The market had a broad rally on Tuesday. When we came into the office on Wednesday we cautioned our traders against chasing moves in stocks that could be a bit overextended when the market opened. Our thought process was to look for safer long entries based on the prior day’s support levels. I think you probably know how the rest of this story goes. Most of our traders stepped in and bought stocks too aggressively prior to Tuesday’s proven support levels (this trader included), and were in a position of weakness when the “good” prices were reached.
Why would a trader step in at prices where the risk/reward is not great? A large part of it is the psychological need not to miss the eventual expected up move. The problem with this type of thinking is that it removes one of the most valuable trading edges a professional tends to possess. The amateur retail investor/trader’s behavior can be gamed fairly well BUT if your behavior as a professional begins to mimic that of amateurs then your edge disappears.
By 10:00AM almost every market leader we were prepared to buy on pullbacks had hit their preferred entry prices but many on our desk were unable to participate because they had hit their daily loss limits or were close enough to their loss limits that they were hesitant to buy stocks that momentarily appeared to be weak. Each of these stocks had multi-point bounces that would have provided very nice chops.
Most well trained traders have great ideas. They can identify trades that offer great risk/reward. Almost always under performance will come down to execution.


▶ _WHAT THE TASK ASKS_: Write out the data below in full. Keep it exact.

------------------------------------

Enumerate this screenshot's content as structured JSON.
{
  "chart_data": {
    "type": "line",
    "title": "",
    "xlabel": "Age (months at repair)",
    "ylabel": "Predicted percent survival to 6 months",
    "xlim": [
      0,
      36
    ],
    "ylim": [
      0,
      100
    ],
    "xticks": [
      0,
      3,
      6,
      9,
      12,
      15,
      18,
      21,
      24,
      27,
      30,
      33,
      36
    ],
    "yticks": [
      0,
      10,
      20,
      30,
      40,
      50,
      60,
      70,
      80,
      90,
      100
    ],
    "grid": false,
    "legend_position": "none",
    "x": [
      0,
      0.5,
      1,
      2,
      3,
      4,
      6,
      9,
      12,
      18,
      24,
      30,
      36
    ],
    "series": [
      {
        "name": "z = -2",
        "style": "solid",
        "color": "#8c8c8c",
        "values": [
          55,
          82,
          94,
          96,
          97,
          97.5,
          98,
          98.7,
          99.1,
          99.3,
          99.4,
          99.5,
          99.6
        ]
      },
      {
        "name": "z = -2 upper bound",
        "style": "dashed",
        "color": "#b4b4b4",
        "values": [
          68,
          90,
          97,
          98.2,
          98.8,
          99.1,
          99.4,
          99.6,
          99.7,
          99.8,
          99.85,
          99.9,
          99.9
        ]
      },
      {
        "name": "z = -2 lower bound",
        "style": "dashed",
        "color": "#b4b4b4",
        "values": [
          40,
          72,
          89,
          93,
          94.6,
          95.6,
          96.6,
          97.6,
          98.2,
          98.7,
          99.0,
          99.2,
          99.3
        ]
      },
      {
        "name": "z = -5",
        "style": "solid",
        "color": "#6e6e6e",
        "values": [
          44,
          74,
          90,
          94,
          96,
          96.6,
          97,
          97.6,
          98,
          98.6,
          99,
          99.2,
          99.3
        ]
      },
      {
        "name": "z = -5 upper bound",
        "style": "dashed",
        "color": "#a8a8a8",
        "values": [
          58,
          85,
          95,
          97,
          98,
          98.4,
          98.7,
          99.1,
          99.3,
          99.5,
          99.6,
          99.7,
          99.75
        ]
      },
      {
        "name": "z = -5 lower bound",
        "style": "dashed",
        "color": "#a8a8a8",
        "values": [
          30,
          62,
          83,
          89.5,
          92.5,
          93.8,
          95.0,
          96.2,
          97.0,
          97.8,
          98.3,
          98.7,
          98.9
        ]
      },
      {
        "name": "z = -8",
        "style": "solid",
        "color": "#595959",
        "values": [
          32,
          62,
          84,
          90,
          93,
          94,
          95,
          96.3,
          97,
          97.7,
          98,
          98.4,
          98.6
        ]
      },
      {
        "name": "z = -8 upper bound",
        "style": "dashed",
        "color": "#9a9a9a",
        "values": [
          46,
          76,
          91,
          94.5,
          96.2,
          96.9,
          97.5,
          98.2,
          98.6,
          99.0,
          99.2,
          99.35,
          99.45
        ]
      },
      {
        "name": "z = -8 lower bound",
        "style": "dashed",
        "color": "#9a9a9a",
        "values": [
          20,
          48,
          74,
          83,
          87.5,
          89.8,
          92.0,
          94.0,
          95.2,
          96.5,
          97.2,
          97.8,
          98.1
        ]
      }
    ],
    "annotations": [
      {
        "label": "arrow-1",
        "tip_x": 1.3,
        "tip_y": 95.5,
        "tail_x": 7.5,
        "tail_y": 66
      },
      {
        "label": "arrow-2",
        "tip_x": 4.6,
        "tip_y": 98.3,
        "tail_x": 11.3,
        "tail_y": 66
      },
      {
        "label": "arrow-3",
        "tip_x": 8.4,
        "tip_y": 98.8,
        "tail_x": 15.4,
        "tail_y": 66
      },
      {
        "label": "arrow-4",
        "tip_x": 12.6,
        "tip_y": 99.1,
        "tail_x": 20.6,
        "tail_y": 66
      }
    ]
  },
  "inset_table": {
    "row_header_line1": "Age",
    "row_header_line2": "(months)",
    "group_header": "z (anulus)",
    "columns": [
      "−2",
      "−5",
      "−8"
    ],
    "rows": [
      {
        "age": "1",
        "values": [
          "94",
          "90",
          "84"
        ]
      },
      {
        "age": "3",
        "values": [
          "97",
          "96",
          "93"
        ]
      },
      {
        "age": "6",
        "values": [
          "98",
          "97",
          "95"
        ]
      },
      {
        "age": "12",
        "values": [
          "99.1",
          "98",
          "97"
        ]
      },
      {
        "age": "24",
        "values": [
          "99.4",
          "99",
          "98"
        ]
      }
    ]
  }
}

------------------------------------

▶ _YOUR SOLUTION_:
Enumerate this screenshot's content as structured JSON.
{
  "chart_data": {
    "type": "line",
    "title": "",
    "xlabel": "Age (months at repair)",
    "ylabel": "Predicted percent survival to 6 months",
    "xlim": [
      0,
      36
    ],
    "ylim": [
      0,
      100
    ],
    "xticks": [
      0,
      3,
      6,
      9,
      12,
      15,
      18,
      21,
      24,
      27,
      30,
      33,
      36
    ],
    "yticks": [
      0,
      10,
      20,
      30,
      40,
      50,
      60,
      70,
      80,
      90,
      100
    ],
    "grid": false,
    "legend_position": "none",
    "x": [
      0,
      0.5,
      1,
      2,
      3,
      4,
      6,
      9,
      12,
      18,
      24,
      30,
      36
    ],
    "series": [
      {
        "name": "z = -2",
        "style": "solid",
        "color": "#8c8c8c",
        "values": [
          55,
          82,
          94,
          96,
          97,
          97.5,
          98,
          98.7,
          99.1,
          99.3,
          99.4,
          99.5,
          99.6
        ]
      },
      {
        "name": "z = -2 upper bound",
        "style": "dashed",
        "color": "#b4b4b4",
        "values": [
          68,
          90,
          97,
          98.2,
          98.8,
          99.1,
          99.4,
          99.6,
          99.7,
          99.8,
          99.85,
          99.9,
          99.9
        ]
      },
      {
        "name": "z = -2 lower bound",
        "style": "dashed",
        "color": "#b4b4b4",
        "values": [
          40,
          72,
          89,
          93,
          94.6,
          95.6,
          96.6,
          97.6,
          98.2,
          98.7,
          99.0,
          99.2,
          99.3
        ]
      },
      {
        "name": "z = -5",
        "style": "solid",
        "color": "#6e6e6e",
        "values": [
          44,
          74,
          90,
          94,
          96,
          96.6,
          97,
          97.6,
          98,
          98.6,
          99,
          99.2,
          99.3
        ]
      },
      {
        "name": "z = -5 upper bound",
        "style": "dashed",
        "color": "#a8a8a8",
        "values": [
          58,
          85,
          95,
          97,
          98,
          98.4,
          98.7,
          99.1,
          99.3,
          99.5,
          99.6,
          99.7,
          99.75
        ]
      },
      {
        "name": "z = -5 lower bound",
        "style": "dashed",
        "color": "#a8a8a8",
        "values": [
          30,
          62,
          83,
          89.5,
          92.5,
          93.8,
          95.0,
          96.2,
          97.0,
          97.8,
          98.3,
          98.7,
          98.9
        ]
      },
      {
        "name": "z = -8",
        "style": "solid",
        "color": "#595959",
        "values": [
          32,
          62,
          84,
          90,
          93,
          94,
          95,
          96.3,
          97,
          97.7,
          98,
          98.4,
          98.6
        ]
      },
      {
        "name": "z = -8 upper bound",
        "style": "dashed",
        "color": "#9a9a9a",
        "values": [
          46,
          76,
          91,
          94.5,
          96.2,
          96.9,
          97.5,
          98.2,
          98.6,
          99.0,
          99.2,
          99.35,
          99.45
        ]
      },
      {
        "name": "z = -8 lower bound",
        "style": "dashed",
        "color": "#9a9a9a",
        "values": [
          20,
          48,
          74,
          83,
          87.5,
          89.8,
          92.0,
          94.0,
          95.2,
          96.5,
          97.2,
          97.8,
          98.1
        ]
      }
    ],
    "annotations": [
      {
        "label": "arrow-1",
        "tip_x": 1.3,
        "tip_y": 95.5,
        "tail_x": 7.5,
        "tail_y": 66
      },
      {
        "label": "arrow-2",
        "tip_x": 4.6,
        "tip_y": 98.3,
        "tail_x": 11.3,
        "tail_y": 66
      },
      {
        "label": "arrow-3",
        "tip_x": 8.4,
        "tip_y": 98.8,
        "tail_x": 15.4,
        "tail_y": 66
      },
      {
        "label": "arrow-4",
        "tip_x": 12.6,
        "tip_y": 99.1,
        "tail_x": 20.6,
        "tail_y": 66
      }
    ]
  },
  "inset_table": {
    "row_header_line1": "Age",
    "row_header_line2": "(months)",
    "group_header": "z (anulus)",
    "columns": [
      "−2",
      "−5",
      "−8"
    ],
    "rows": [
      {
        "age": "1",
        "values": [
          "94",
          "90",
          "84"
        ]
      },
      {
        "age": "3",
        "values": [
          "97",
          "96",
          "93"
        ]
      },
      {
        "age": "6",
        "values": [
          "98",
          "97",
          "95"
        ]
      },
      {
        "age": "12",
        "values": [
          "99.1",
          "98",
          "97"
        ]
      },
      {
        "age": "24",
        "values": [
          "99.4",
          "99",
          "98"
        ]
      }
    ]
  }
}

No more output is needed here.